Comparison
AWI vs Playwright MCP
Playwright is a superb browser-automation library — for deterministic scripts written by developers. Wrapping it in an MCP server hands an AI agent the same raw DOM and verbose accessibility trees those scripts were never meant to read. Agent Web Interface (AWI) takes the opposite approach: it returns only the compact, semantic structure an agent needs to reason and act. Here is how the two compare.
At a glance
| Dimension | Playwright MCP | Agent Web Interface |
|---|---|---|
| Output format | Raw DOM or full accessibility tree | Compact semantic XML snapshot |
| Typical payload per step | 40,000+ bytes | Under 1 KB |
| Element references | CSS selectors that break on redeploy | Stable eids that survive navigation |
| Designed for | Deterministic test scripts | Agent reasoning over live pages |
| Context cost | High — floods the model's context | Low — only what the agent needs |
| Setup | Playwright runtime + MCP wrapper | npx agent-web-interface install |
When to choose AWI
Choose AWI when an AI agent is the one driving the browser. Semantic snapshots keep the model's context lean, stable eids let it reference an element across a dozen tool calls without re-finding it, and token-efficient output means longer multi-step tasks before the window fills. Research agents, QA flows, and form-filling all benefit.

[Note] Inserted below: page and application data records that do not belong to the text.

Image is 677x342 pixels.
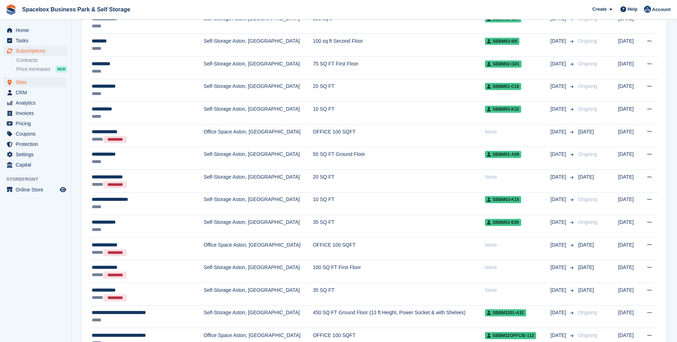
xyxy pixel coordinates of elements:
[16,66,50,73] span: Price increases
[618,102,640,124] td: [DATE]
[4,98,67,108] a: menu
[4,139,67,149] a: menu
[485,83,521,90] span: SBBM01-C18
[578,38,597,44] span: Ongoing
[203,79,313,102] td: Self-Storage Aston, [GEOGRAPHIC_DATA]
[203,34,313,57] td: Self-Storage Aston, [GEOGRAPHIC_DATA]
[578,219,597,225] span: Ongoing
[313,215,485,238] td: 35 SQ FT
[485,128,550,135] div: None
[6,176,71,183] span: Storefront
[618,57,640,79] td: [DATE]
[550,60,567,68] span: [DATE]
[4,149,67,159] a: menu
[203,11,313,34] td: Self-Storage Aston, [GEOGRAPHIC_DATA]
[618,79,640,102] td: [DATE]
[550,128,567,135] span: [DATE]
[313,192,485,215] td: 10 SQ FT
[578,264,594,270] span: [DATE]
[592,6,606,13] span: Create
[203,169,313,192] td: Self-Storage Aston, [GEOGRAPHIC_DATA]
[485,151,521,158] span: SBBM01-A09
[578,83,597,89] span: Ongoing
[313,102,485,124] td: 10 SQ FT
[313,282,485,305] td: 35 SQ FT
[203,215,313,238] td: Self-Storage Aston, [GEOGRAPHIC_DATA]
[6,4,16,15] img: stora-icon-8386f47178a22dfd0bd8f6a31ec36ba5ce8667c1dd55bd0f319d3a0aa187defe.svg
[313,305,485,328] td: 450 SQ FT Ground Floor (13 ft Height, Power Socket & with Shelves)
[485,241,550,249] div: None
[618,34,640,57] td: [DATE]
[313,34,485,57] td: 100 sq ft Second Floor
[313,237,485,260] td: OFFICE 100 SQFT
[578,332,597,338] span: Ongoing
[4,25,67,35] a: menu
[4,36,67,46] a: menu
[4,46,67,56] a: menu
[550,150,567,158] span: [DATE]
[578,174,594,180] span: [DATE]
[16,149,58,159] span: Settings
[550,331,567,339] span: [DATE]
[550,241,567,249] span: [DATE]
[618,260,640,283] td: [DATE]
[618,124,640,147] td: [DATE]
[313,57,485,79] td: 75 SQ FT First Floor
[16,77,58,87] span: Sites
[485,196,521,203] span: SBBM03-K15
[203,237,313,260] td: Office Space Aston, [GEOGRAPHIC_DATA]
[652,6,670,13] span: Account
[4,77,67,87] a: menu
[313,79,485,102] td: 20 SQ FT
[550,173,567,181] span: [DATE]
[19,4,133,15] a: Spacebox Business Park & Self Storage
[618,192,640,215] td: [DATE]
[16,87,58,97] span: CRM
[485,332,536,339] span: SBBM32OFFCIE-112
[550,37,567,45] span: [DATE]
[485,60,521,68] span: SBBM02-G01
[550,196,567,203] span: [DATE]
[313,124,485,147] td: OFFICE 100 SQFT
[16,65,67,73] a: Price increases NEW
[485,286,550,294] div: None
[578,242,594,248] span: [DATE]
[203,260,313,283] td: Self-Storage Aston, [GEOGRAPHIC_DATA]
[550,105,567,113] span: [DATE]
[4,185,67,195] a: menu
[485,38,519,45] span: SBBM03-I05
[59,185,67,194] a: Preview store
[4,87,67,97] a: menu
[618,237,640,260] td: [DATE]
[16,118,58,128] span: Pricing
[203,57,313,79] td: Self-Storage Aston, [GEOGRAPHIC_DATA]
[618,215,640,238] td: [DATE]
[16,36,58,46] span: Tasks
[550,264,567,271] span: [DATE]
[16,98,58,108] span: Analytics
[578,129,594,134] span: [DATE]
[16,185,58,195] span: Online Store
[618,169,640,192] td: [DATE]
[618,282,640,305] td: [DATE]
[16,108,58,118] span: Invoices
[313,11,485,34] td: 150 sq ft
[16,129,58,139] span: Coupons
[485,309,526,316] span: SBBM3201-A32
[203,147,313,170] td: Self-Storage Aston, [GEOGRAPHIC_DATA]
[618,147,640,170] td: [DATE]
[578,16,597,21] span: Ongoing
[16,46,58,56] span: Subscriptions
[4,108,67,118] a: menu
[578,61,597,67] span: Ongoing
[203,192,313,215] td: Self-Storage Aston, [GEOGRAPHIC_DATA]
[578,196,597,202] span: Ongoing
[618,305,640,328] td: [DATE]
[313,147,485,170] td: 50 SQ FT Ground Floor
[644,6,651,13] img: Daud
[313,169,485,192] td: 20 SQ FT
[550,286,567,294] span: [DATE]
[4,160,67,170] a: menu
[578,151,597,157] span: Ongoing
[16,160,58,170] span: Capital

When Playwright MCP still fits
If you are writing deterministic scripts by hand, or you need Playwright's full API — multiple browser engines, network mocking, video capture, parallel test runners — Playwright remains the right tool. AWI is purpose-built for agent reasoning, not a general-purpose test framework, and it drives Chrome via Puppeteer rather than replacing your test suite.
The verdict
For deterministic browser tests, use Playwright. For an AI agent that has to read, reason, and act on the live web without drowning in DOM, AWI gives it a browser interface built for exactly that.